Go to your library, or do what you have to, but read this article.  It makes me want to stop the pregnant women I see every time we go to the zoo (there are always a ton of pregnant women at the zoo!)  and ask if they have considered (really, carefully considered, with the benefit of good information) how they are going to bring their babies into the world.  I am convinced that childbirth is transformative.  I am convinced that God designed it to be that way.  Not easy.  Most things worth doing are at least a little hard.  But transformative, in part in preparation for the challenges the next many years of child rearing bring.  Perhaps, if Susan Windley-Daoust is right (and I think she is), in preparation especially for the spiritual challenges these little ones bring us.  I think she asks a very important question:  What are we, as a community of women, as a church of women, missing?
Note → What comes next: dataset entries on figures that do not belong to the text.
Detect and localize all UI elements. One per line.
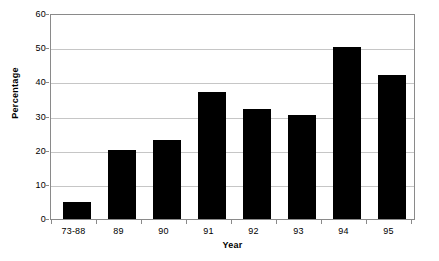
bar-93[interactable] xyxy=(288,115,316,219)
x-ticklabel-92: 92 xyxy=(248,226,258,236)
x-tickmark xyxy=(96,220,97,224)
bar-90[interactable] xyxy=(153,140,181,219)
y-ticklabel: 10 xyxy=(0,181,46,190)
y-tickmark xyxy=(45,82,49,83)
x-ticklabel-91: 91 xyxy=(203,226,213,236)
y-axis: 60 50 40 30 20 10 0 xyxy=(0,14,46,220)
x-tickmark xyxy=(321,220,322,224)
y-tickmark xyxy=(45,48,49,49)
bar-89[interactable] xyxy=(108,150,136,219)
y-ticklabel: 0 xyxy=(0,215,46,224)
x-tickmark xyxy=(231,220,232,224)
y-tickmark xyxy=(45,14,49,15)
y-ticklabel: 50 xyxy=(0,44,46,53)
y-ticklabel: 30 xyxy=(0,113,46,122)
x-ticklabel-93: 93 xyxy=(293,226,303,236)
x-ticklabel-94: 94 xyxy=(338,226,348,236)
x-ticklabel-95: 95 xyxy=(383,226,393,236)
y-tickmark xyxy=(45,117,49,118)
x-ticklabel-90: 90 xyxy=(158,226,168,236)
bar-91[interactable] xyxy=(198,92,226,220)
bars-layer xyxy=(51,15,414,219)
bar-73-88[interactable] xyxy=(63,202,91,219)
x-tickmark xyxy=(411,220,412,224)
y-tickmark xyxy=(45,185,49,186)
x-tickmark xyxy=(141,220,142,224)
x-ticklabel-73-88: 73-88 xyxy=(61,226,85,236)
y-axis-title: Percentage xyxy=(10,53,20,133)
bar-94[interactable] xyxy=(333,47,361,219)
y-ticklabel: 40 xyxy=(0,78,46,87)
x-tickmark xyxy=(186,220,187,224)
x-tickmark xyxy=(51,220,52,224)
x-tickmark xyxy=(366,220,367,224)
x-tickmark xyxy=(276,220,277,224)
y-tickmark xyxy=(45,219,49,220)
x-axis-title: Year xyxy=(50,240,415,250)
bar-95[interactable] xyxy=(378,75,406,220)
x-ticklabel-89: 89 xyxy=(113,226,123,236)
y-ticklabel: 20 xyxy=(0,147,46,156)
y-ticklabel: 60 xyxy=(0,10,46,19)
y-tickmark xyxy=(45,151,49,152)
bar-92[interactable] xyxy=(243,109,271,220)
bar-chart: 60 50 40 30 20 10 0 Percentage xyxy=(0,0,439,261)
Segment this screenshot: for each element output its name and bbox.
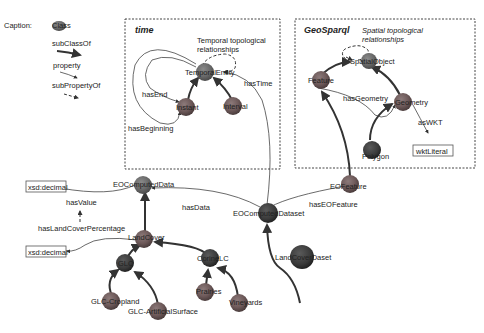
legend-property-arrow-icon	[60, 72, 77, 78]
legend-class-label: Class	[52, 21, 71, 30]
edge-instant-sub-temporal	[188, 78, 198, 100]
has-data-label: hasData	[182, 203, 211, 212]
node-spatial-object-label: SpatialObject	[350, 57, 396, 66]
caption-legend: Caption: Class subClassOf property subPr…	[4, 21, 101, 98]
legend-property-label: property	[53, 61, 81, 70]
node-glc-label: GLC	[118, 259, 134, 268]
as-wkt-label: asWKT	[418, 118, 443, 127]
legend-subproperty-label: subPropertyOf	[52, 81, 101, 90]
time-note-line2: relationships	[197, 45, 239, 54]
time-note-line1: Temporal topological	[197, 36, 266, 45]
edge-has-land-cover-percentage	[67, 238, 137, 251]
node-glc-artificial-surface-label: GLC-ArtificialSurface	[128, 307, 198, 316]
node-eo-computed-data-label: EOComputedData	[113, 180, 175, 189]
node-corine-lc-label: CorineLC	[197, 254, 229, 263]
node-temporal-entity-label: TemporalEntity	[185, 68, 235, 77]
main-literals: xsd:decimal xsd:decimal	[26, 181, 68, 257]
legend-subproperty-arrow-icon	[64, 94, 78, 98]
geo-panel-title: GeoSparql	[304, 25, 350, 35]
decimal-top-label: xsd:decimal	[28, 183, 68, 192]
wkt-literal-label: wktLiteral	[415, 147, 448, 156]
decimal-bottom-label: xsd:decimal	[28, 248, 68, 257]
node-prairies-label: Prairies	[196, 287, 222, 296]
edge-eofeature-sub-feature	[322, 92, 350, 176]
time-panel-title: time	[135, 25, 154, 35]
node-land-cover-label: LandCover	[128, 233, 165, 242]
edge-has-time	[224, 72, 270, 205]
has-value-label: hasValue	[66, 198, 97, 207]
main-nodes: EOComputedData EOComputedDataset EOFeatu…	[91, 175, 367, 320]
legend-subclass-arrow-icon	[57, 51, 80, 55]
edge-interval-sub-temporal	[214, 78, 232, 100]
edge-polygon-sub-geometry	[370, 104, 392, 140]
node-instant-label: Instant	[176, 103, 199, 112]
geo-note-line2: relationships	[362, 35, 404, 44]
geo-note-line1: Spatial topological	[362, 26, 423, 35]
edge-prairies-sub-corine	[206, 270, 208, 285]
has-geometry-label: hasGeometry	[343, 94, 388, 103]
has-eo-feature-label: hasEOFeature	[309, 200, 358, 209]
node-land-cover-dataset-label: LandCoverDaset	[275, 253, 332, 262]
edge-geometry-sub-spatial	[372, 67, 400, 95]
node-glc-cropland-label: GLC-Cropland	[91, 297, 139, 306]
node-eo-feature-label: EOFeature	[330, 182, 367, 191]
node-geometry-label: Geometry	[395, 98, 428, 107]
has-beginning-label: hasBeginning	[128, 124, 173, 133]
node-polygon-label: Polygon	[362, 152, 389, 161]
node-eo-computed-dataset-label: EOComputedDataset	[233, 209, 305, 218]
has-end-label: hasEnd	[142, 90, 167, 99]
node-feature-label: Feature	[308, 76, 334, 85]
time-panel: time Temporal topological relationships …	[125, 19, 280, 205]
has-time-label: hasTime	[244, 79, 272, 88]
ontology-diagram: Caption: Class subClassOf property subPr…	[0, 0, 484, 333]
main-edges: hasEOFeature hasData hasValue hasLandCov…	[38, 92, 358, 305]
legend-subclass-label: subClassOf	[52, 39, 92, 48]
has-land-cover-percentage-label: hasLandCoverPercentage	[38, 224, 125, 233]
caption-label: Caption:	[4, 21, 32, 30]
node-interval-label: Interval	[223, 102, 248, 111]
node-vineyards-label: Vineyards	[229, 298, 262, 307]
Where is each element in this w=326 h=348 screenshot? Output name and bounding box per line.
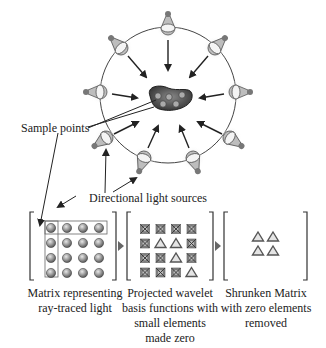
sphere-icon: [94, 223, 103, 232]
caption-line: with zero elements: [214, 301, 318, 316]
sample-points-label: Sample points: [21, 122, 89, 135]
caption-line: made zero: [113, 331, 227, 346]
zeroed-element-icon: [141, 225, 150, 234]
caption-line: removed: [214, 316, 318, 331]
sphere-icon: [46, 223, 55, 232]
transform-arrow-2: [215, 241, 221, 251]
sphere-icon: [78, 238, 87, 247]
zeroed-element-icon: [187, 254, 196, 263]
sphere-icon: [46, 268, 55, 277]
matrix-2-caption: Projected wavelet basis functions with s…: [113, 286, 227, 346]
zeroed-element-icon: [156, 268, 165, 277]
sphere-icon: [62, 238, 71, 247]
zeroed-element-icon: [141, 268, 150, 277]
triangle-icon: [155, 239, 166, 248]
zeroed-element-icon: [141, 239, 150, 248]
matrix-3-caption: Shrunken Matrix with zero elements remov…: [214, 286, 318, 331]
sphere-icon: [46, 238, 55, 247]
sphere-icon: [62, 253, 71, 262]
sphere-icon: [62, 223, 71, 232]
matrix-shrunken: [224, 212, 307, 280]
matrix-wavelet: [127, 212, 213, 280]
sphere-icon: [62, 268, 71, 277]
triangle-icon: [253, 232, 264, 241]
triangle-icon: [171, 239, 182, 248]
triangle-icon: [268, 246, 279, 255]
triangle-icon: [253, 246, 264, 255]
zeroed-element-icon: [141, 254, 150, 263]
directional-light-sources-label: Directional light sources: [89, 192, 207, 205]
matrix-ray-traced: [30, 212, 116, 280]
triangle-icon: [186, 268, 197, 277]
sphere-icon: [46, 253, 55, 262]
sphere-icon: [94, 268, 103, 277]
transform-arrow-1: [118, 241, 124, 251]
caption-line: small elements: [113, 316, 227, 331]
scene-object: [149, 86, 192, 110]
triangle-icon: [171, 253, 182, 262]
zeroed-element-icon: [156, 254, 165, 263]
sphere-icon: [78, 223, 87, 232]
sphere-icon: [94, 253, 103, 262]
triangle-icon: [268, 232, 279, 241]
caption-line: Shrunken Matrix: [214, 286, 318, 301]
zeroed-element-icon: [172, 225, 181, 234]
caption-line: basis functions with: [113, 301, 227, 316]
sphere-icon: [78, 253, 87, 262]
sphere-icon: [78, 268, 87, 277]
zeroed-element-icon: [187, 239, 196, 248]
zeroed-element-icon: [187, 225, 196, 234]
sphere-icon: [94, 238, 103, 247]
zeroed-element-icon: [156, 225, 165, 234]
zeroed-element-icon: [172, 268, 181, 277]
caption-line: Projected wavelet: [113, 286, 227, 301]
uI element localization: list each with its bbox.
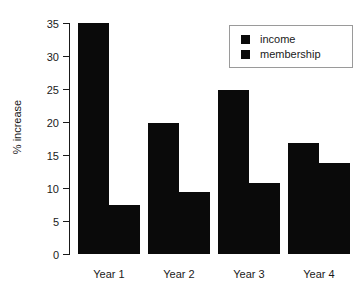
- y-axis-tick-label: 0: [53, 249, 59, 260]
- bar-income: [148, 123, 179, 254]
- y-axis-tick-label: 10: [47, 183, 59, 194]
- legend-label-membership: membership: [260, 49, 321, 60]
- bar-income: [288, 143, 319, 254]
- bar-group: [78, 23, 140, 254]
- x-axis-label: Year 3: [218, 268, 280, 280]
- bar-chart-figure: % increase 05101520253035 Year 1Year 2Ye…: [0, 0, 359, 299]
- bar-income: [78, 23, 109, 254]
- y-axis-tick: 5: [63, 221, 70, 222]
- y-axis-tick: 30: [63, 56, 70, 57]
- y-axis-tick: 0: [63, 254, 70, 255]
- legend-label-income: income: [260, 34, 295, 45]
- y-axis-tick: 25: [63, 89, 70, 90]
- bar-membership: [179, 192, 210, 254]
- y-axis-tick: 10: [63, 188, 70, 189]
- y-axis-title-label: % increase: [11, 100, 23, 154]
- x-axis-label: Year 1: [78, 268, 140, 280]
- y-axis-tick: 35: [63, 23, 70, 24]
- y-axis-tick-label: 15: [47, 150, 59, 161]
- y-axis-tick-label: 30: [47, 51, 59, 62]
- y-axis-tick-label: 25: [47, 84, 59, 95]
- y-axis-tick-label: 20: [47, 117, 59, 128]
- y-axis-tick-label: 35: [47, 18, 59, 29]
- legend-entry-income: income: [241, 32, 295, 46]
- legend-swatch-icon: [241, 50, 250, 59]
- y-axis-tick-label: 5: [53, 216, 59, 227]
- x-axis-label: Year 4: [288, 268, 350, 280]
- bar-membership: [109, 205, 140, 254]
- bar-group: [148, 23, 210, 254]
- x-axis-label: Year 2: [148, 268, 210, 280]
- bar-income: [218, 90, 249, 254]
- y-axis-tick: 20: [63, 122, 70, 123]
- legend-swatch-icon: [241, 35, 250, 44]
- chart-legend: income membership: [229, 25, 353, 68]
- y-axis-title: % increase: [8, 0, 26, 254]
- legend-entry-membership: membership: [241, 47, 321, 61]
- bar-membership: [319, 163, 350, 254]
- y-axis-tick: 15: [63, 155, 70, 156]
- bar-membership: [249, 183, 280, 254]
Nursery Rhymes, Big Easy Style

Lucy: Row, row, row your boat, gently down the street!

That’s right, only in New Orleans.

Growing UP

Lucy is growing up too fast.  Samantha is not far behind.  I have not been looking to their changes, I like them little, but I’m trying to accept that God’s plan for them (I hope!) is that they grow up and help to bring about His kingdom.  And I got a little encouragement here.  With two girls, I can already relate to this, even though they’re so small.  You should read it.  And if you wonder why I link to Elizabeth Foss’s work so much, it’s partly because she is about the only one of my blog list I get around to reading any more, forget writing anything of my own!

One more first

Thursday night, Samantha took her first steps!  We were sitting in the living room, and she toppled forward (it seemed to me) like she had tried to walk, so I picked her up and pointed her toward Craig, and she took two or three steps to him, then back to me, and back a couple more times.  I am not ready for two walking children, but apparently Samantha thinks I am!  She hasn’t done much more, but she spent most of today in the stroller at the zoo anyway.  Things are happening fast here!

The Blue Slinky

We were playing with a blue slinky the other day, and it sat still in an arch.  I said “It looks like a rainbow.”

Lucy said, “Yes!  It has lots of beautiful colors!  Like blue.  And also, blue!”

It’s true, the slinky was only blue.  I laughed really, really hard, and Lucy didn’t quite understand why.